Earthquake Early Warnings Launched in Washington

The ShakeAlert system, similar to existing early warning systems in Mexico and Japan, began sending alerts in California in 2019 and in Oregon in March 2021. With the addition of Washington state, the system will now issue warnings to millions more people at risk from the largest possible earthquake in the lower 48 states — a rupture of the offshore Cascadia Subduction Zone, a 700-mile fault that runs from California’s Cape Mendocino to the tip of Canada’s Vancouver Island (discovered in part through UW research). The alerts will also warn of potentially damaging earthquakes that are more likely to occur sooner, on one of two dozen crustal faults in the Puget Sound region alone, or deeper slips on the underlying ocean plate. The system works by detecting the first signs of an earthquake before the slower-moving but more damaging ground-shaking waves arrive.

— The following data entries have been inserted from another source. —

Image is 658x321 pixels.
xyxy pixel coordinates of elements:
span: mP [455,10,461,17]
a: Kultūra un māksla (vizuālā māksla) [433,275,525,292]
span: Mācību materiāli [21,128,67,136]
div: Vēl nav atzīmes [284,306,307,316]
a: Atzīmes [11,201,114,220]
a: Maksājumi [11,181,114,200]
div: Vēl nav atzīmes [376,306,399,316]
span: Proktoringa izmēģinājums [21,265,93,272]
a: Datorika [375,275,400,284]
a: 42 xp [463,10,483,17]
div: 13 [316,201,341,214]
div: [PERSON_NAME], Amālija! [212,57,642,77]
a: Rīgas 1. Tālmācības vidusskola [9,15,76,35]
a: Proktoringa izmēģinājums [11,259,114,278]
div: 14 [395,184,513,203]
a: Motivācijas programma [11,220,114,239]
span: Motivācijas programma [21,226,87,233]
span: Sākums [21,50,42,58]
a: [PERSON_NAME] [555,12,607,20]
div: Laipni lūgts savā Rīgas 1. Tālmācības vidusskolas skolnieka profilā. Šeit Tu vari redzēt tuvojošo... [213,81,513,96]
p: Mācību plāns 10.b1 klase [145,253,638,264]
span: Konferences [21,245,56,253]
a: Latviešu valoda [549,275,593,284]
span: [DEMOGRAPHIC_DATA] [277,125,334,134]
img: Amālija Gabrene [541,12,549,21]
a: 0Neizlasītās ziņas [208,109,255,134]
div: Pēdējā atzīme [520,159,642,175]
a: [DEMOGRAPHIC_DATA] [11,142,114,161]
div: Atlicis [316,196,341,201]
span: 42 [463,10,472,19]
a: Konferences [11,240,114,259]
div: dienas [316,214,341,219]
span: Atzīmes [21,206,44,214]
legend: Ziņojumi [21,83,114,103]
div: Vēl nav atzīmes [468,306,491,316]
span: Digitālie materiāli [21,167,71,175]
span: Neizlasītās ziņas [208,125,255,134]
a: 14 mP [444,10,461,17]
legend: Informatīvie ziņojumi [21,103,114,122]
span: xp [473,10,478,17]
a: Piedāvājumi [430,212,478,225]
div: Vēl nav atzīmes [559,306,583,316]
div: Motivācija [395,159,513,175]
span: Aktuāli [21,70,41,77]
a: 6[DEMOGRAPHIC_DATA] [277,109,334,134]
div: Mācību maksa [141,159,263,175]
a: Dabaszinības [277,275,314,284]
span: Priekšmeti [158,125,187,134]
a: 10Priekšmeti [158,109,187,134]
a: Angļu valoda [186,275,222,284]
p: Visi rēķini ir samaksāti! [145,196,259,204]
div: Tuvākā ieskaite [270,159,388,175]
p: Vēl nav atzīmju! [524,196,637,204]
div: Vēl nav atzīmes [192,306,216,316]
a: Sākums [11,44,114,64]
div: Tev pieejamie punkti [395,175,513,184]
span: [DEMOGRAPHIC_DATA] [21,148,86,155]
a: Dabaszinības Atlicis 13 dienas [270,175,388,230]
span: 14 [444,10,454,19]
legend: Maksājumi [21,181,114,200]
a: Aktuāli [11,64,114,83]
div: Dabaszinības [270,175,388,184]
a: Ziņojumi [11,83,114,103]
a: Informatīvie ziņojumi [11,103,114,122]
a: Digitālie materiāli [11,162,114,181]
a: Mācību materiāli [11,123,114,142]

The PNSN began testing the ShakeAlert system with select Washington and Oregon businesses, utilities and organizations in 2015. Besides the individual alerts on phones, the system will be available for organizations or businesses to incorporate into their emergency plans — for instance, to close water valves, slow trains to prevent derailment, halt surgeries or pause sensitive equipment before the shaking starts.

“Business in the pilot program have used these alerts to close valves for water and natural gas, stop rotating equipment and alert employees. We have also partnered with Stanwood Elementary School, which has connected the system to its PA system so students can do earthquake drills that use ShakeAlert,” said PNSN communications manager Bill Steele, who has coordinated the regional test users.

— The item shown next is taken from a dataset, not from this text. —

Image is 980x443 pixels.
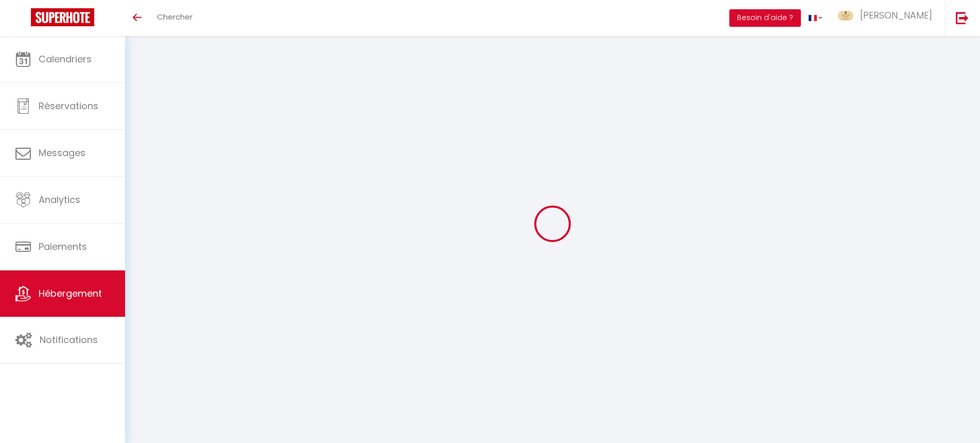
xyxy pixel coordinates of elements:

Scientists at the PNSN are continuing to improve the system. About 65% of the planned seismic stations in the network are complete in Washington state. PNSN field teams will install more seismometers through late 2025 in places like the Olympic Peninsula and Eastern Washington.

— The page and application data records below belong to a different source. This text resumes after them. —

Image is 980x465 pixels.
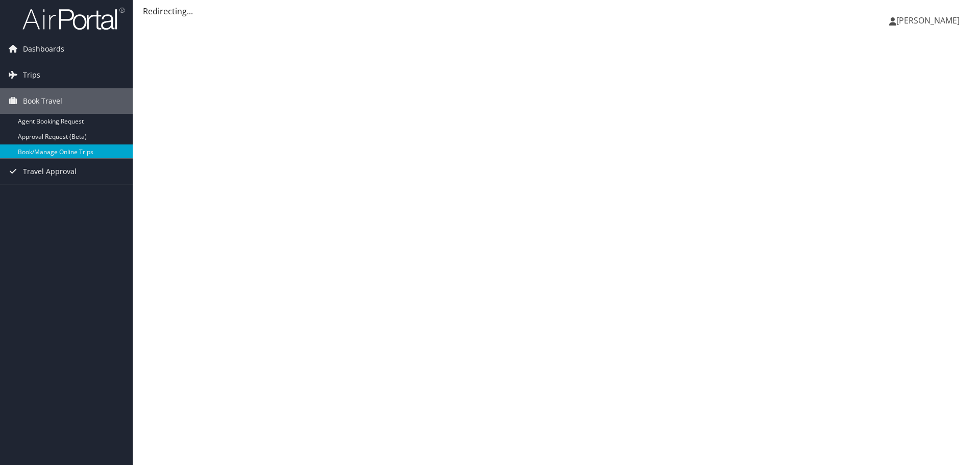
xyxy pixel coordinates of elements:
[143,5,970,17] div: Redirecting...
[23,36,65,62] span: Dashboards
[23,89,62,113] span: Book Travel
[896,15,959,26] span: [PERSON_NAME]
[23,62,41,88] span: Trips
[23,159,76,185] span: Travel Approval
[22,7,124,31] img: airportal-logo.png
[889,5,970,36] a: [PERSON_NAME]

“The network is successfully detecting earthquakes now, but that doesn’t mean we can’t make it even better. We’re continuing to install seismometers and improve algorithms to make the alerts faster and more reliable, to give people more warning time and lower the chance of any missed events or false alarms,” Tobin said.

Initial development of the earthquake alert system by three West Coast universities, including the UW, began a decade ago and was funded by the Gordon and Betty Moore Foundation. The buildout of the system was funded by Congress, with major grants administered by the USGS in 2015 and 2019, and completed by federal and state agencies working with a consortium of four West Coast universities: the UW; the University of Oregon; the University of California, Berkeley; and the California Institute of Technology.

The Washington system also got state funding in the 2020-21 budget. Private support for Washington’s system has also come from the M.J. Murdock Charitable Trust, Amazon, Puget Sound Energy and individual donors.